The Charlie Hebdo cartoonists were murdered because they drew unflattering pictures of Mohammed. (Although to say even that is to degrade their memory. They were murdered because their murderers were evil men who "made the personal decision to end their lives." Years ago when Prime Minister Yitzhak Rabin was assassinated, I remember a rabbi at a memorial service used exactly those words to describe the crime -- the Prime Minister was killed not "because of" his political acts but because one man made the personal decision that Yitzhak Rabin should not go on living. The responsibility is the killers', no one else's.) Molly Norris is still in hiding -- incredibly -- because she drew lots of little pictures of ordinary things , each one cartoonishly announcing "I'm the real Mohammed!" -- a cup and saucer, a spool of thread. No kidding.

Only there are so many things forbidden in Islam. To draw or post pictures of any or all of them is barely to begin to inventory Western civilization. Andrew McCarthy offers a partial list: Islam forbids:
  • musical instruments
  • "pictures of animate life" -- people, animals, plants; so, oddly enough I suppose you could draw a picture of a harp or a violin, but not have one or play one
  • singing, unless unaccompanied by instruments and based on Muslim texts encouraging obedience to Allah. Go here for a taste of the former Cat Stevens expressing his longing for "victory over the kuffar" in one of these "nasheeds."
  • drinking alcohol   
  • women leaving their homes without male permission and/or uncovered
And so on. Therefore the wine bottle label shown above, Orin Swift's Abstract (retail, about $30), is offensive to Islam on several points. We are looking at pictures of animate life, pictures of uncovered women, we are looking at alcohol. Just think what else, not on this label but in general, is not merely "offensive" to display, but not permitted in life.

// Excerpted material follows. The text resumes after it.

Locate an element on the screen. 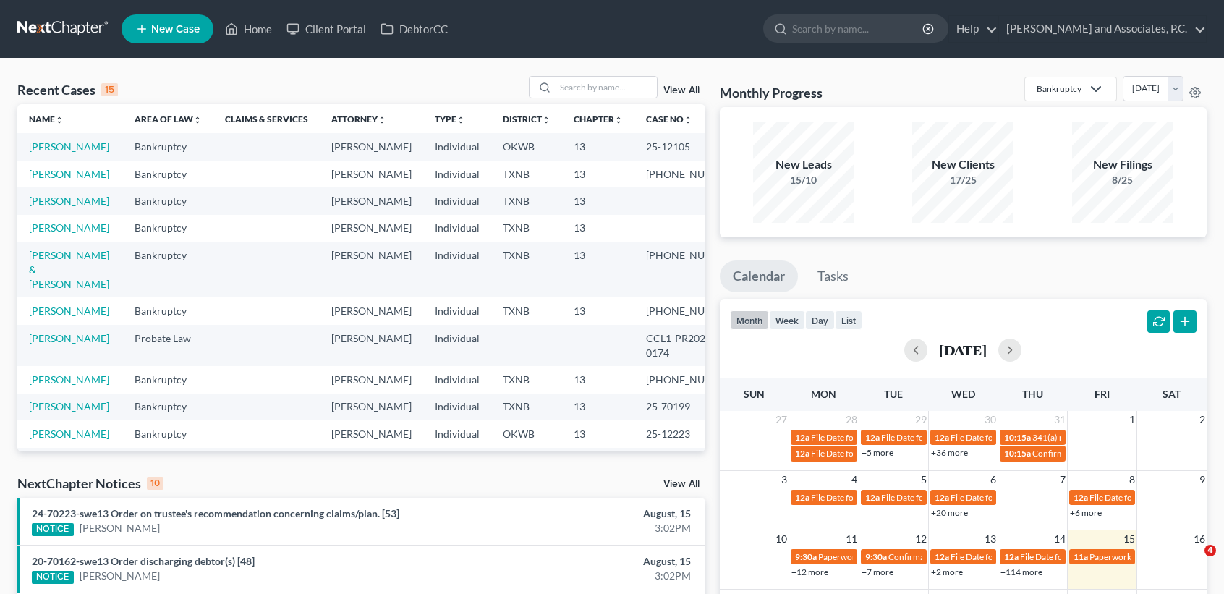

A harpsichord, decorated with pictures of animate life.




A harp. Pink! And ...





...if musical instruments are forbidden, then so is Mozart. 





And so is she. Maria Callas. Woman, uncovered, outside the home without male permission. Singer. Triple, or is it quadruple? whammy.




Animate life, woman, uncovered, etc. 




You get the idea, above, as Bacchus offers you a glass of wine, and below, as you admire animate life. And there is a woman in the sun, rather well-covered actually.  But still.




Let's have more wine. Appropriately, almost all those pictured here today are rich, opulent, port-like reds. Good for winter sipping and winter meals, good for symbolizing our rich, opulent civilization. Don't take it for granted.

The Cuttings, from The Prisoner wine company. Retail, about $50.



Fog Head pinot noir. Not as port-like as the previous two wines, but a pinot noir also not, I daresay, made in the spare or earthy Burgundian style. And delicious, too. Retail, about $20.



Quinta do Noval Late Bottled Vintage port, 2005. Retail (if available) about $30. Port-like, because it's, well -- port. Note the tart, clean juiciness that sprawling, lush California jam-bombs tend not to have.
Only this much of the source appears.